Turn Up Charlie

Now Streaming: Turn Up Charlie

You may find it difficult to picture someone as physically endowed and dreamily handsome as Idris Elba playing a has-been loser (albeit a charming one), but Netflix’s recent comedy series Turn Up Charlie proves that a good actor can sell any role.

In addition to starring, Elba also co-created the half-hour comedy with producer Gary Reich. One would assume this means that he put a lot of thought into the character. Indeed, the entire show rests heavily on Elba’s shoulders. Thankfully, his endless charisma and seemingly effortless charm make it easy to buy into the premise without thinking about its improbability too much.

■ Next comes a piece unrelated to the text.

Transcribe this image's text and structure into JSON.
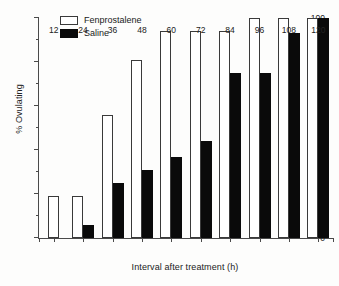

Elba plays Charlie Ayo, a former one-hit-wonder musician who, well into middle age, just can’t seem to get his life together. The past glory of his sole semi-popular song a couple decades behind him, Charlie mooches off the generosity of his aunt while scraping together a pittance as a party DJ at the occasional wedding or bar mitzvah. As much as he dreams big about getting back into the music game (and lies to his parents about being a high-powered record label executive), both his professional and romantic lives are in shambles.

While working the wedding of a mutual friend, Charlie is reacquainted with former childhood pal David (JJ Field), who has become a very successful Hollywood actor in the meantime. David has just moved back to London to star in a West End revival of A Streetcar Named Desire for which he is woefully unqualified. Really, however, the true purpose of his career change is to provide some stability to his rocky marriage and family life.

A chief source of stress in David’s life is his young daughter, Gabrielle (newcomer Frankie Hervey), a holy terror spoiled brat who has chased off every nanny her parents ever hired for her. When the easygoing Charlie actually seems to get along pretty well with the girl, David begs him to help out taking care of her for a couple months, just until she gets settled in at her new school. For doing such a big favor, he’ll of course be well compensated. Although being a nanny is pretty far outside his wheelhouse, Charlie could really use the money. Moreover, David’s wife Sara (Piper Perabo) is a world-famous DJ and music producer. If he can get in her good graces, Charlie hopes that she might help relaunch his career.

Naturally, the job proves to be much more challenging than the childless and commitment-phobic Charlie expected. As it turns out, raising a young girl, much less one so pampered and entitled, is even harder than making a hit song – and he hasn’t had much luck at that.

Season Verdict / Grade: B

Netflix’s Turn Up Charlie doesn’t exactly reinvent the sitcom format. It’s pretty formulaic and the story arcs are very predictable. Thankfully, the show is spared from turning into an unbearable Problem Child clone by some excellent character work from the cast. Idris Elba is pretty great playing a good-natured, likeable guy who has all the tools he needs to make something of his life, except the discipline to use them properly.

Arguably, the series really hinges on Frankie Hervey. Playing a precocious child without being too precocious is a damned difficult task. If she were too annoying, the whole thing would fall apart. Somehow, the young actress pulls it off, and sells her character’s growth from miserable brat to tolerable kid without dragging out the transition overly long. Supporting roles are also filled by a variety of colorful and endearing characters and performances.

The music industry setting isn’t explored as well as it could be. The series seems to confuse (or at least not properly distinguish) the difference between a DJ and a music producer, which I would assume are two very different jobs. The fact that Charlie considers a summer residency at a nightclub in Ibiza to be a career pinnacle he strives for could probably be mined for more humor rather than just accepted as a given. The show also fails to acknowledge that, to be blunt, all club music sounds exactly the same. When Charlie finally buckles down and puts real work into preparing a newly remixed version of his old song that blows up on the club scene, it’s nearly impossible to tell it apart from any other music we hear before or after. Maybe that could have been a running joke, but it’s not treated like one.

Whatever it lacks in ambition, Turn Up Charlie makes up for with breezy charm and affability. Eight half-hour episodes are an easy binge. I’d watch again if it comes back for another season.